The vote comes as a blow to the Consumer Financial Protection Bureau and its controversial director, Richard Cordray, whose aggressive regulation has irked Republican lawmakers. They have urged president Donald Trump to fire Cordray.

"It's really a rogue agency," Senate Majority Whip John Cornyn said on the Senate floor.

The lawmakers were barely able to pass the resolution to scrap the so-called arbitration rule after months of uncertainty about the number of Republican senators who would support the effort.

The measure had been opposed by consumer and veterans groups. Republican senators Lindsey Graham and John Kennedy broke with their party to vote against the repeal.

The issue is about the requirements mostly set out in fine print in agreements that consumers sign while applying for credit cards of bank accounts.
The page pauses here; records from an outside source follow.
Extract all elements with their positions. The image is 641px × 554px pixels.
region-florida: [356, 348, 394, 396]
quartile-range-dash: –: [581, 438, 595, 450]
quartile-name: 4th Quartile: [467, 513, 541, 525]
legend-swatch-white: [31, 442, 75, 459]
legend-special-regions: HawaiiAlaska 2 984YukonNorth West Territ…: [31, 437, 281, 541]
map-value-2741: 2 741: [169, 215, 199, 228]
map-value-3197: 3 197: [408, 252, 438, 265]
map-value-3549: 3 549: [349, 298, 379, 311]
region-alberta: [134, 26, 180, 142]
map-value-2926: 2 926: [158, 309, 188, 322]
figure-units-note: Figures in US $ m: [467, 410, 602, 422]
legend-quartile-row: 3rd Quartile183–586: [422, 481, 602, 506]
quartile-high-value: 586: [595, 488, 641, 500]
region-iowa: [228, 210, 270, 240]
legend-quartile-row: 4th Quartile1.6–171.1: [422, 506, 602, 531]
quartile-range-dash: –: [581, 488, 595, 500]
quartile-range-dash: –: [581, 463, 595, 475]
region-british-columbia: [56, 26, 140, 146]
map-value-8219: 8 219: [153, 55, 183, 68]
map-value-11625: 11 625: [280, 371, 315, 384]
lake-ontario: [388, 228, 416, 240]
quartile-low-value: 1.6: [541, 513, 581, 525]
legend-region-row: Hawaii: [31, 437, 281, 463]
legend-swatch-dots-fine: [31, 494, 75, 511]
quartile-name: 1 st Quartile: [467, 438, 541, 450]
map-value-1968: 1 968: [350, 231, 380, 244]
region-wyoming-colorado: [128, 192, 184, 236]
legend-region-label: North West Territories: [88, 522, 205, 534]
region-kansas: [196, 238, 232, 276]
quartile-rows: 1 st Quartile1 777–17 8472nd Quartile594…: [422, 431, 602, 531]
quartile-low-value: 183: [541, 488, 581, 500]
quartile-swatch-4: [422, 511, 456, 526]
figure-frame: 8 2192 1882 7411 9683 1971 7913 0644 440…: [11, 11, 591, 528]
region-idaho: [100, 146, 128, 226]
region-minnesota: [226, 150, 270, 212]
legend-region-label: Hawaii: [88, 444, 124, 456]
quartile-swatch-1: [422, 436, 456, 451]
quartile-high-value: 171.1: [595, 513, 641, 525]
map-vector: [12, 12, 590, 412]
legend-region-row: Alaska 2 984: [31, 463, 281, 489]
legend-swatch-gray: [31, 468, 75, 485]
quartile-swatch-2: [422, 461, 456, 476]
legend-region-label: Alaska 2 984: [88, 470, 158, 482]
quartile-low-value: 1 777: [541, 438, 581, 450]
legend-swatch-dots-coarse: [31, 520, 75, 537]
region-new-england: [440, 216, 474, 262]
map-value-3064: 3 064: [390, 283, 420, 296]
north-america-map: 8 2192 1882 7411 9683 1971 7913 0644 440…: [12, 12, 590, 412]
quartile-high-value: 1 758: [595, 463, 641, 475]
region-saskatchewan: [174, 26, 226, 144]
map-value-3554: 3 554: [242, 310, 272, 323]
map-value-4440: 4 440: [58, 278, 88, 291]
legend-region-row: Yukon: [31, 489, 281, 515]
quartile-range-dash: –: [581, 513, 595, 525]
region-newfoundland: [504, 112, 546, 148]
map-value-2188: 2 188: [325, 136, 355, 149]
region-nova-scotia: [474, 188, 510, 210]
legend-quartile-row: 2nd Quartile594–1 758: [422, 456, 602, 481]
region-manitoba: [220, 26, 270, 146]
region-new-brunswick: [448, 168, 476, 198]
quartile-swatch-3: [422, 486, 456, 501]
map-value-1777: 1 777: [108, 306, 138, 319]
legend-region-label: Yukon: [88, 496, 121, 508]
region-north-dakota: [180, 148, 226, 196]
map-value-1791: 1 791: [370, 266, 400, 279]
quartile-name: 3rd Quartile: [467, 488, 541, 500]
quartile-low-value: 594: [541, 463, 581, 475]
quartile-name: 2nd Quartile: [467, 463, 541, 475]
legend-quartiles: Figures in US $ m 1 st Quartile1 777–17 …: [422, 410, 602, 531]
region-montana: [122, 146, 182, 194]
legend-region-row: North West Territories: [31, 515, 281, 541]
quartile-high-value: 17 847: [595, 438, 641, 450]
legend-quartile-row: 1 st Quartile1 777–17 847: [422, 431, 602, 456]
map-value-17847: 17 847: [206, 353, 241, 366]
These agreements typically require consumers to settle any disputes they have with the company through arbitration, in which the ruling is delivered by a third party, rather than a court.

Tensions ran high until the end and just after 10 pm, Senator Lisa Murkowski (R-Alaska), seen as a potential swing vote, was the last senator to vote in favour of the rule, setting up the tie-breaker by Pence.

"The vice president only shows up in this body when the rich and the powerful need him," senator Sherrod Brown (Democrat-Ohio) said.

The regulation has been challenged in court by business groups including the US Chamber of Commerce, the American Bankers Association and the Financial Services Roundtable.

Democrats pointed to the fake account scandal at Wells Fargo, the nation's third-largest bank, and the massive consumer data breach at Equifax to boost their case for the rule.

According to commentators, the vote hands Wall Street and other big financial institutions their biggest victory since president Trump's election.